PBS to Air Report on Tax Shelters

Boston (Feb. 19, 2004) -- The widespread scrutiny of lucrative tax shelters and the accounting firms, law firms and investment banks that peddle them takes to the small screen tonight, when the Public Broadcasting Service will air a special one-hour report on tax shelter abuses since the late 1990s.

In "Tax Me If You Can," which airs tonight at 9 p.m. on PBS, Frontline correspondent Hedrick Smith takes a closer look at tax shelters in interviews with government officials, tax experts and industry insiders, including former Internal Revenue Service Commissioner Charles O. Rossotti and Senator Chuck Grassley, R-Iowa, chairman of the Senate Finance Committee.

According to the Frontline report, Rossotti, who served as IRS commissioner from 1997 to 2002, estimated that taxpayers are paying 15 percent more than they should because the government isn’t collecting all that is owed -- with illegitimate tax shelters a leading cause of the shortfall.

Smith also interviewed a former tax attorney for KPMG, who describes how the firm's accountants and attorneys were ordered by KPMG tax executives to design and aggressively market as many tax shelters as possible, since the firm made a profit based on how much it saved its clients in taxes. Last month, KPMG, which is one of several accounting firms under scrutiny by regulators for its role in promoting abusive tax shelters, shuffled the top leadership of its tax practice, resulting in the retirement of its deputy chairman and the shifting of duties of other executives.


Take the line containing "At what (x,y)" and every line after it to the end of the material below; reproduce them exactly, without pictures.

[Start of section]

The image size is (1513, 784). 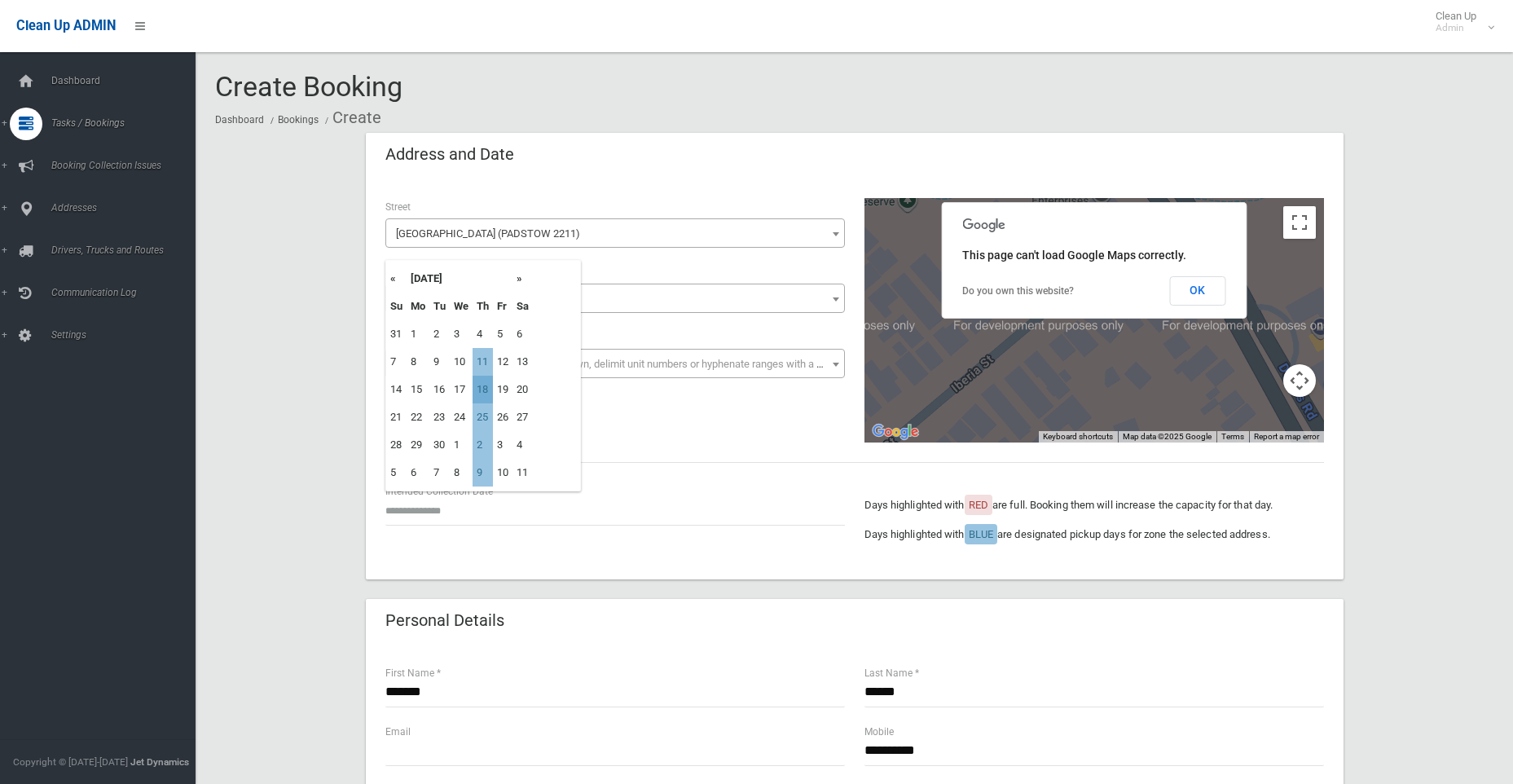 What do you see at coordinates (623, 363) in the screenshot?
I see `span: Select the unit number from the dropdown, delimit unit numbers or hyphenate ranges with a comma` at bounding box center [623, 363].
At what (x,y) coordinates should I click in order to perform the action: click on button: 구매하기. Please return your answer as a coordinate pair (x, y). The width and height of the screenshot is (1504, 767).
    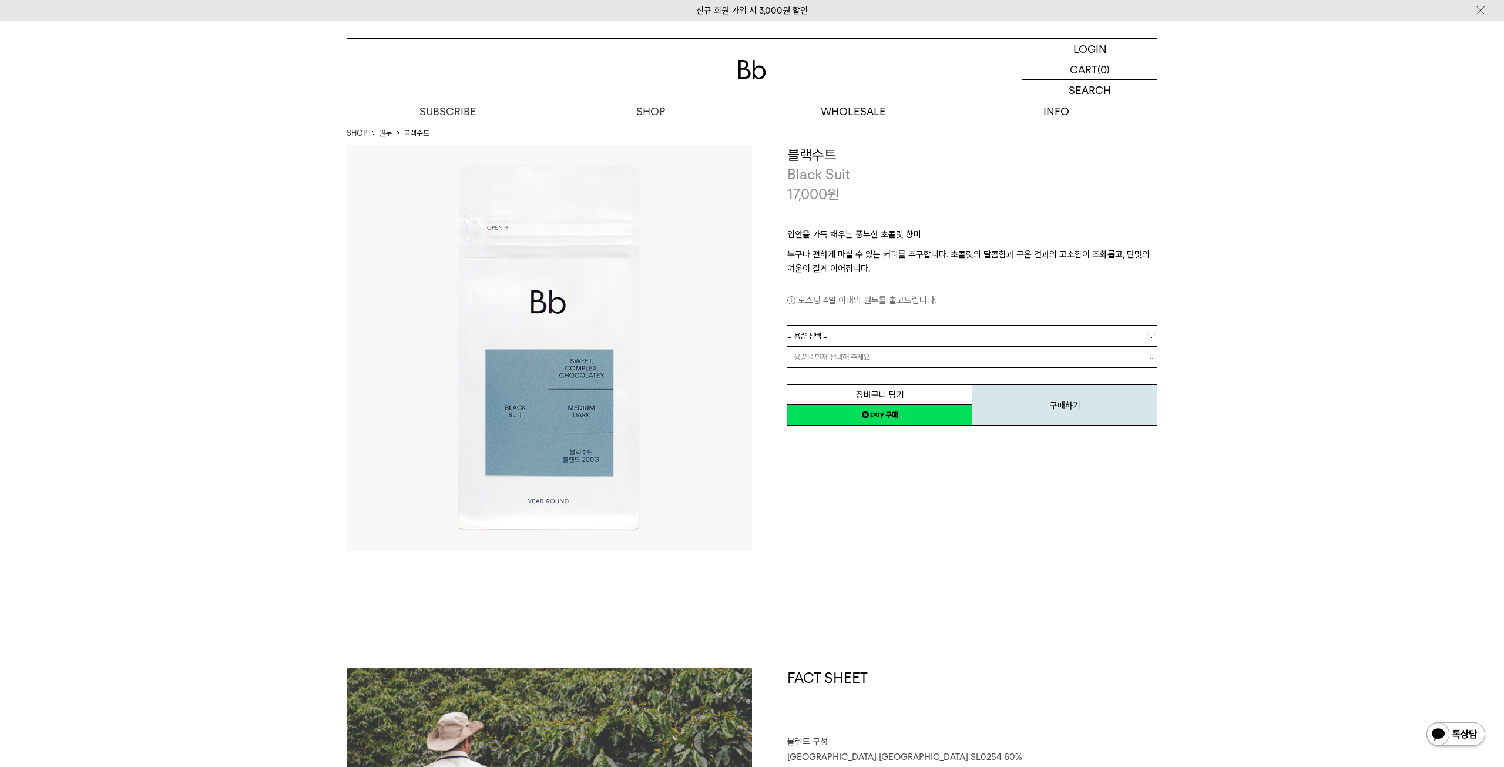
    Looking at the image, I should click on (1065, 405).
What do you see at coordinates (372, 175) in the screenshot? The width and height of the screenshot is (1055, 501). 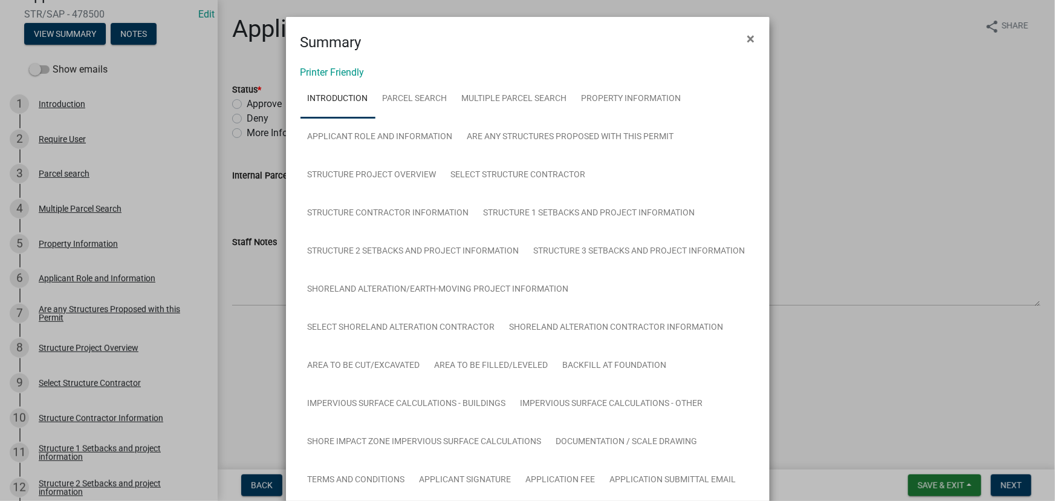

[End of section]

* [RESULT]
At what (x,y) coordinates should I click in order to perform the action: click on button: 구매하기. Please return your answer as a coordinate pair (x, y). The width and height of the screenshot is (1504, 767).
    Looking at the image, I should click on (1065, 405).
What do you see at coordinates (372, 175) in the screenshot? The width and height of the screenshot is (1055, 501). 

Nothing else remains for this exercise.